The film is arranged into nine sections – beginning with “Early Childhood: Learning Through Senses” to “Adolescence: Risk & Community” and its conclusion of “Happier, Healthier, Smarter.” Sections like “State of Fear,” “Seeds of Stewardship,” and “Deep Questions” intend to propel the film forward. Throughout, Rockwell consults principles in the field like Audubon medal recipient and aforementioned author Richard Louv, Stephen Kellert from Yale University’s School of Forestry & Environmental Studies as well as esteemed educators Brother Yusuf Burgess & Amy Beam, and naturalists Misha Golfman, Jon Young and Andy Gonzales (one of the founders of the Holistic Life Foundation).

Rockwell crafts her thesis with selected sound bites. Louv asserts that our society is “…basically raising [children] under house arrest …” and that there are psychological, physical and spiritual implications to that. Kellert laments that “children today spend on average, over 44 hours a week in front of a monitor … and less than 40 minutes outside.”

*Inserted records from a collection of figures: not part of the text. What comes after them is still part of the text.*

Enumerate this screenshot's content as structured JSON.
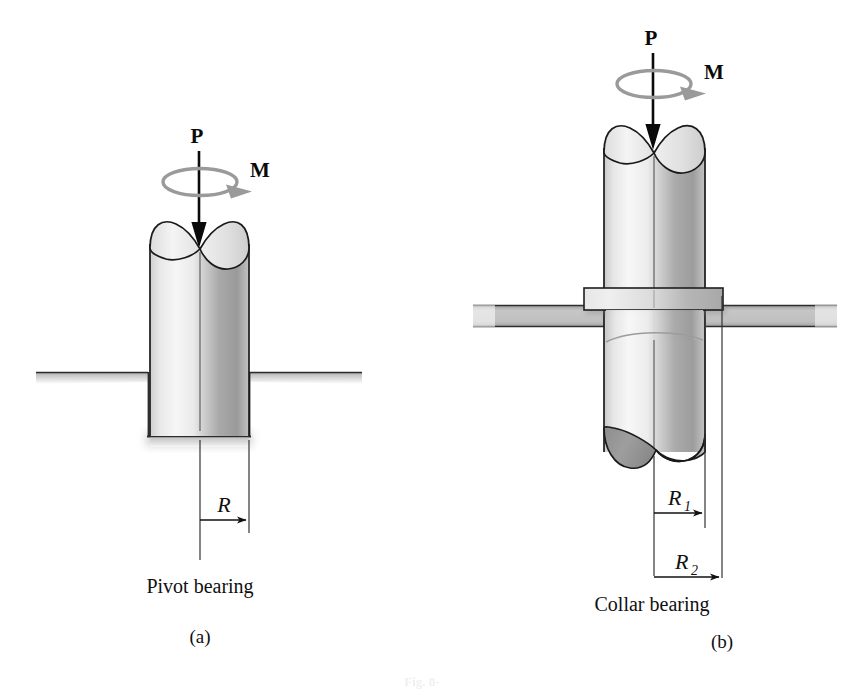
{
  "figure": {
    "background_color": "#ffffff",
    "caption_fragment": "Fig. 8-",
    "subfigures": [
      {
        "id": "a",
        "part_label": "(a)",
        "caption": "Pivot bearing",
        "loads": [
          {
            "name": "axial-force",
            "symbol": "P",
            "type": "force-arrow"
          },
          {
            "name": "torque-moment",
            "symbol": "M",
            "type": "torque-ellipse"
          }
        ],
        "dimensions": [
          {
            "name": "radius",
            "symbol": "R",
            "subscript": ""
          }
        ]
      },
      {
        "id": "b",
        "part_label": "(b)",
        "caption": "Collar bearing",
        "loads": [
          {
            "name": "axial-force",
            "symbol": "P",
            "type": "force-arrow"
          },
          {
            "name": "torque-moment",
            "symbol": "M",
            "type": "torque-ellipse"
          }
        ],
        "dimensions": [
          {
            "name": "inner-radius",
            "symbol": "R",
            "subscript": "1"
          },
          {
            "name": "outer-radius",
            "symbol": "R",
            "subscript": "2"
          }
        ]
      }
    ]
  },
  "colors": {
    "outline": "#1a1a1a",
    "shaft_light": "#f2f2f2",
    "shaft_mid": "#d8d8d8",
    "shaft_dark": "#8f8f8f",
    "ground_gray": "#bcbcbc",
    "plate_gray": "#b4b4b4",
    "collar_gray": "#d2d2d2",
    "torque_gray": "#9a9a9a",
    "arrow_black": "#0a0a0a"
  }
}
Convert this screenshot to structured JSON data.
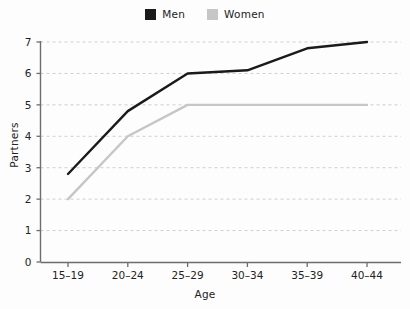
{
  "legend": {
    "position": "top-center",
    "entries": [
      {
        "label": "Men",
        "color": "#1a1a1a",
        "swatch": "legend-swatch-men"
      },
      {
        "label": "Women",
        "color": "#c6c6c6",
        "swatch": "legend-swatch-women"
      }
    ]
  },
  "axes": {
    "x": {
      "title": "Age",
      "ticks": [
        "15–19",
        "20–24",
        "25–29",
        "30–34",
        "35–39",
        "40–44"
      ]
    },
    "y": {
      "title": "Partners",
      "ticks": [
        "0",
        "1",
        "2",
        "3",
        "4",
        "5",
        "6",
        "7"
      ],
      "min": 0,
      "max": 7
    }
  },
  "chart_data": {
    "type": "line",
    "title": "",
    "subtitle": "",
    "xlabel": "Age",
    "ylabel": "Partners",
    "categories": [
      "15–19",
      "20–24",
      "25–29",
      "30–34",
      "35–39",
      "40–44"
    ],
    "series": [
      {
        "name": "Men",
        "color": "#1a1a1a",
        "values": [
          2.8,
          4.8,
          6.0,
          6.1,
          6.8,
          7.0
        ]
      },
      {
        "name": "Women",
        "color": "#c6c6c6",
        "values": [
          2.0,
          4.0,
          5.0,
          5.0,
          5.0,
          5.0
        ]
      }
    ],
    "ylim": [
      0,
      7
    ],
    "yticks": [
      0,
      1,
      2,
      3,
      4,
      5,
      6,
      7
    ],
    "grid": {
      "horizontal": true,
      "vertical": false,
      "style": "dashed",
      "color": "#cfcfcf"
    },
    "legend": {
      "position": "top-center",
      "entries": [
        "Men",
        "Women"
      ]
    },
    "annotations": []
  }
}
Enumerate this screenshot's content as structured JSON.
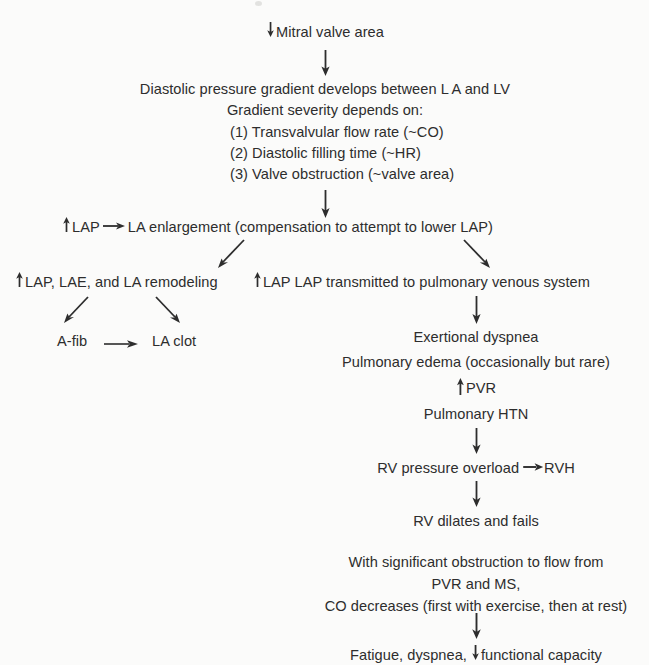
{
  "diagram": {
    "type": "flowchart",
    "background_color": "#fbfbfa",
    "text_color": "#2d2d2d",
    "nodes": {
      "mitral_valve_area": "Mitral valve area",
      "gradient_line1": "Diastolic pressure gradient develops between L A and LV",
      "gradient_line2": "Gradient severity depends on:",
      "factor1": "(1) Transvalvular flow rate (~CO)",
      "factor2": "(2) Diastolic filling time (~HR)",
      "factor3": "(3) Valve obstruction (~valve area)",
      "lap": "LAP",
      "la_enlargement": "LA enlargement (compensation to attempt to lower LAP)",
      "lap_lae_remodeling": "LAP, LAE, and LA remodeling",
      "lap_transmitted": "LAP transmitted to pulmonary venous system",
      "afib": "A-fib",
      "la_clot": "LA clot",
      "exertional_dyspnea": "Exertional dyspnea",
      "pulmonary_edema": "Pulmonary edema (occasionally but rare)",
      "pvr": "PVR",
      "pulmonary_htn": "Pulmonary HTN",
      "rv_pressure_overload": "RV pressure overload",
      "rvh": "RVH",
      "rv_dilates": "RV dilates and fails",
      "obstruction_line1": "With significant obstruction to flow from",
      "obstruction_line2": "PVR and MS,",
      "obstruction_line3": "CO decreases (first with exercise, then at rest)",
      "fatigue_pre": "Fatigue, dyspnea,",
      "fatigue_post": "functional capacity"
    },
    "glyphs": {
      "down_arrow": "down-arrow-glyph",
      "up_arrow": "up-arrow-glyph",
      "right_arrow": "right-arrow-glyph"
    }
  }
}
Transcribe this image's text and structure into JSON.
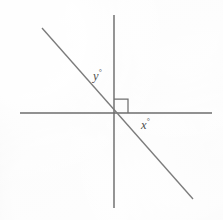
{
  "figure": {
    "kind": "geometry-angle-diagram",
    "background_color": "#f3f3f3",
    "axis_color": "#6c6c6c",
    "transversal_color": "#7b7b7b",
    "marker_color": "#6f6f6f",
    "label_color": "#4e4e4e"
  },
  "labels": {
    "angle_y": {
      "variable": "y",
      "unit": "°",
      "full": "y°"
    },
    "angle_x": {
      "variable": "x",
      "unit": "°",
      "full": "x°"
    }
  },
  "geometry": {
    "origin": {
      "x": 114,
      "y": 113
    },
    "horizontal_axis": {
      "x1": 20,
      "y1": 113,
      "x2": 212,
      "y2": 113
    },
    "vertical_axis": {
      "x1": 114,
      "y1": 15,
      "x2": 114,
      "y2": 208
    },
    "transversal": {
      "x1": 42,
      "y1": 28,
      "x2": 193,
      "y2": 199
    },
    "right_angle_marker": {
      "x": 114,
      "y": 99,
      "width": 14,
      "height": 14
    }
  }
}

Talking-heads commentary is fairly well balanced and ultimately underscored with examples of children experiencing nature. The camera follows students from one of Beam’s Beyond the Walls classes in Washington, DC, as they leave the storefront school, crossing urban terrain to alight in the woods of a nearby park. Inner-city teens in NY are shown working with Burgess and a fishing expert to learn to cast and bait hooks. Vermont pre-teen Rachel Witowski goes hunting with her grandfather. And the film wraps up with an extended visit to Kroka Expeditions in New Hampshire as a group of teenagers finishes its six-month nature expedition.

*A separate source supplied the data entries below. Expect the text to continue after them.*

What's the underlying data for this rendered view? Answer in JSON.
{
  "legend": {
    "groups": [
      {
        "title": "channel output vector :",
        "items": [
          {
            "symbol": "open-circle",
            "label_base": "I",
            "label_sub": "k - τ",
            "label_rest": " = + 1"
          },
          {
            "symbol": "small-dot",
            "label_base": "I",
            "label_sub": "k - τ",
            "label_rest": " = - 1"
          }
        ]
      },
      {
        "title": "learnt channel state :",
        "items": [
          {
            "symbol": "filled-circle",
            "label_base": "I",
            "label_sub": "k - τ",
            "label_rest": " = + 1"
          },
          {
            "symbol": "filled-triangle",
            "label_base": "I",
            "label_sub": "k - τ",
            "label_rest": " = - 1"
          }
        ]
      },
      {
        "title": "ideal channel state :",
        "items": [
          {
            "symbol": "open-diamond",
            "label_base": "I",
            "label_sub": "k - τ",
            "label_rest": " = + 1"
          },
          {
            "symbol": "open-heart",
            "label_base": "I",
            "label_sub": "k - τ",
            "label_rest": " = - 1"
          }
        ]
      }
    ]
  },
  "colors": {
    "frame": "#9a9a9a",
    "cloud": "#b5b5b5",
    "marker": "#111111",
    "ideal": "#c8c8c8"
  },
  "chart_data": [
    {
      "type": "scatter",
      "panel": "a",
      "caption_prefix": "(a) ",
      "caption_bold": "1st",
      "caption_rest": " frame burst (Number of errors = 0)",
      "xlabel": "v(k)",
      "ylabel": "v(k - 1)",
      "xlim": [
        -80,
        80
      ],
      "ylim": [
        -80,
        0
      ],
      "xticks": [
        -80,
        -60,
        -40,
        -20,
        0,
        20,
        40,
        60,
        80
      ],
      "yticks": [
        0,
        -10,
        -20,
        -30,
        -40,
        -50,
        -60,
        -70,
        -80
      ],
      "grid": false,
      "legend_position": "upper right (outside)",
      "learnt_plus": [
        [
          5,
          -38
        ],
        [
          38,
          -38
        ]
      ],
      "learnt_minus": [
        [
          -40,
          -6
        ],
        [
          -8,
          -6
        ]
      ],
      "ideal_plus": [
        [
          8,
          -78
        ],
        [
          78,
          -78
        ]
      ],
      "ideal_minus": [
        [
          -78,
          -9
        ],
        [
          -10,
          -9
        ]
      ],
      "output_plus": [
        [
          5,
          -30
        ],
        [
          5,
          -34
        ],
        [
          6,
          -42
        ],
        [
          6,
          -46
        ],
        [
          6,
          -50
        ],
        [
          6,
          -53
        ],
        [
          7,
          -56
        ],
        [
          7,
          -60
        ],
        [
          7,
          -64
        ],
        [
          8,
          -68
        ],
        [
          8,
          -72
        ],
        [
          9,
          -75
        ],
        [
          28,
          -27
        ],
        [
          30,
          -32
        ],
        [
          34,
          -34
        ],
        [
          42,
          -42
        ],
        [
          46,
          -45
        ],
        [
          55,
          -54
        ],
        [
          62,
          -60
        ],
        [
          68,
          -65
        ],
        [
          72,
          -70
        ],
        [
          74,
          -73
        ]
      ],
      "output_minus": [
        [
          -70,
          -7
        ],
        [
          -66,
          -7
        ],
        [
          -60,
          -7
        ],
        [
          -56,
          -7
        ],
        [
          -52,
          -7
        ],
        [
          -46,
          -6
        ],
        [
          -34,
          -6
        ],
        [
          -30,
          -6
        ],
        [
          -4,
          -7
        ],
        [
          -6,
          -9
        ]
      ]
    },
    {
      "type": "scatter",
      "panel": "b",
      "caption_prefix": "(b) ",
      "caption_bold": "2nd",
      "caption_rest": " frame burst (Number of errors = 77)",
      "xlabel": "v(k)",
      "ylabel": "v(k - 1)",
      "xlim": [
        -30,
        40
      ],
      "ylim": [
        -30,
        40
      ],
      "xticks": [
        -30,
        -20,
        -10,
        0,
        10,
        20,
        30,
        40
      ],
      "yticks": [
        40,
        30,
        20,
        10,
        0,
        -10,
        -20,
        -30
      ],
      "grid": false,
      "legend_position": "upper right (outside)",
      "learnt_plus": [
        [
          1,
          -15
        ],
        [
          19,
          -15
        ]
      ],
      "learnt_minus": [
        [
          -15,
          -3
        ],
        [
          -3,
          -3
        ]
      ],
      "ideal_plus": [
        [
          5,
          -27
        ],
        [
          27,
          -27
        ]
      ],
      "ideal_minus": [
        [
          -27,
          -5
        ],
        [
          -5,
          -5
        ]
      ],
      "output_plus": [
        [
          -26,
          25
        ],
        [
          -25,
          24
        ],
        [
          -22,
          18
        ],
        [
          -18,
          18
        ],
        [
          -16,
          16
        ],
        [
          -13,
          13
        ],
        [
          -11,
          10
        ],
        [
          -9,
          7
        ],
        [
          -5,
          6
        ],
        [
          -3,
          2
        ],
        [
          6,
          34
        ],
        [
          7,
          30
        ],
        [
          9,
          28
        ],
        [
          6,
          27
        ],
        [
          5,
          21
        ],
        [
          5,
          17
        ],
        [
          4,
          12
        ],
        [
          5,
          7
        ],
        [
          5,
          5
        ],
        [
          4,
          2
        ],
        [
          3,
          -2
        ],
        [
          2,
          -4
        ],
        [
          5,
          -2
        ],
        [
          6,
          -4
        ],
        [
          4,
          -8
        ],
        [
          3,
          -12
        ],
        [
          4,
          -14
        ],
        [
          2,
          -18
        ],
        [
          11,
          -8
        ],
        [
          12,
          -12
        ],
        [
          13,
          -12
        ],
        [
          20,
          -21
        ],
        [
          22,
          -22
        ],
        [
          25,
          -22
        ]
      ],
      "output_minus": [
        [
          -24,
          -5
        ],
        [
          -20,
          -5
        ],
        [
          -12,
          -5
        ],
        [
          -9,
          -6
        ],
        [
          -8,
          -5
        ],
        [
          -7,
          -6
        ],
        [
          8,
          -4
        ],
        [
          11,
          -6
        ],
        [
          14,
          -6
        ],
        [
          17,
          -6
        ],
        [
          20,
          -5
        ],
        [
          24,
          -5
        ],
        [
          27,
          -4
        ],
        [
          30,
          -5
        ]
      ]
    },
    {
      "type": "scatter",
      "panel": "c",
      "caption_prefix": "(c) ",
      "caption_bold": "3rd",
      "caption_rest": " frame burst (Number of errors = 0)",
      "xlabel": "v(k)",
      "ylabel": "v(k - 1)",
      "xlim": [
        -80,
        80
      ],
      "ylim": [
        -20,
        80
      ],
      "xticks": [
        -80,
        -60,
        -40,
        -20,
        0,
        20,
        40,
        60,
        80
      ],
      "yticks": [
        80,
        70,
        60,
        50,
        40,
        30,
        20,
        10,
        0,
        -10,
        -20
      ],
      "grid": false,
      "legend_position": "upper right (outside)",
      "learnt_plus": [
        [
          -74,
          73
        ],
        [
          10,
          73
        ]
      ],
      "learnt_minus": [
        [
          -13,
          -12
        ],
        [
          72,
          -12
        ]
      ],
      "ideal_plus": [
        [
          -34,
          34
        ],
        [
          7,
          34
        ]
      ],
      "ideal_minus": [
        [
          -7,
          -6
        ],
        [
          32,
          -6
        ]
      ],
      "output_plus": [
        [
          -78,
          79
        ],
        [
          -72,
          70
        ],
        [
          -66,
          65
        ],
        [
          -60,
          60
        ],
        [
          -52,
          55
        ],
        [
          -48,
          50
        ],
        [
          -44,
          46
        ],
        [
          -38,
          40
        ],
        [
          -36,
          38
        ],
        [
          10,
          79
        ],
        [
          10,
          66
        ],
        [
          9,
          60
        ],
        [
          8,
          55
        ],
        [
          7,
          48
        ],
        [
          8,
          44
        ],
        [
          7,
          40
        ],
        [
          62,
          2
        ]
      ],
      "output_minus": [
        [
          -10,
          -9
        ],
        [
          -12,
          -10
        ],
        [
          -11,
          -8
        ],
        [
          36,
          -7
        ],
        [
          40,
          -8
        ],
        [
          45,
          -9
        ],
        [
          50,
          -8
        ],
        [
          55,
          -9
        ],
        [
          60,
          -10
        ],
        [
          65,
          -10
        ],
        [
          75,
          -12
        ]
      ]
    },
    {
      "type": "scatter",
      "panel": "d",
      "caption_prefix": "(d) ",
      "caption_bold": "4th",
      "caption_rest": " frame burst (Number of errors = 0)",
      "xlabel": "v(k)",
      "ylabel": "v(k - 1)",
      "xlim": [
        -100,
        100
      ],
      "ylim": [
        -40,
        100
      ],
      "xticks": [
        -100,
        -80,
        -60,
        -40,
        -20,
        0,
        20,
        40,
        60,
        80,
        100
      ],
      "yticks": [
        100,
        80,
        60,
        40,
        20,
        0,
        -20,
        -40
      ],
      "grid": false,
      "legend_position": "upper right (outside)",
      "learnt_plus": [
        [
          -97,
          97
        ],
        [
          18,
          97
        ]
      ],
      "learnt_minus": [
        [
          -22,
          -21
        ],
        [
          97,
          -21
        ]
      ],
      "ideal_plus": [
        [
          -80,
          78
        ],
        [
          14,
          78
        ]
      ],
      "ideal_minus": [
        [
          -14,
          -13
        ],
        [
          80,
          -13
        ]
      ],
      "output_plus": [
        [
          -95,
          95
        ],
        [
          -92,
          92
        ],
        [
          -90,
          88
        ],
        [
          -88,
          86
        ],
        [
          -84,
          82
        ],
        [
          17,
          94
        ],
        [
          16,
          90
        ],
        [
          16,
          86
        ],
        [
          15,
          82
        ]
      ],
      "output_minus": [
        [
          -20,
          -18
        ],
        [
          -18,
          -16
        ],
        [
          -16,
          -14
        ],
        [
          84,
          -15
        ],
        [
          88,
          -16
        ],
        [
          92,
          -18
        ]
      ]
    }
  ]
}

The pacing of the film certainly reflects the subject matter, slow and plodding at times with a somewhat forced ruminative quality (may be a bit off putting for some until resigning themselves to the pace). Some of the folks interviewed in the film go un-credited (like Andy Gonzales of the Holistic Life Foundation and co-founders Ali and Atman Smith). And, sections of the film seem to be a bit unfocused with some more developed than others. Overall, the film achieves much of what it intended – articulating the decline of our society’s experiential connection with nature; outlining some of the adverse effects (childhood obesity, depression, attention disorders); and exemplifying proactive and alternative approaches to addressing these concerns through programs like those started by Beam, Burgess, and Gonzales.

This film will be of interest to folks looking to engender and/or continue conversations on the importance of nature to our society and children’s development. Film may be used in selected classrooms or educator training to motivate discussions on these and related topics.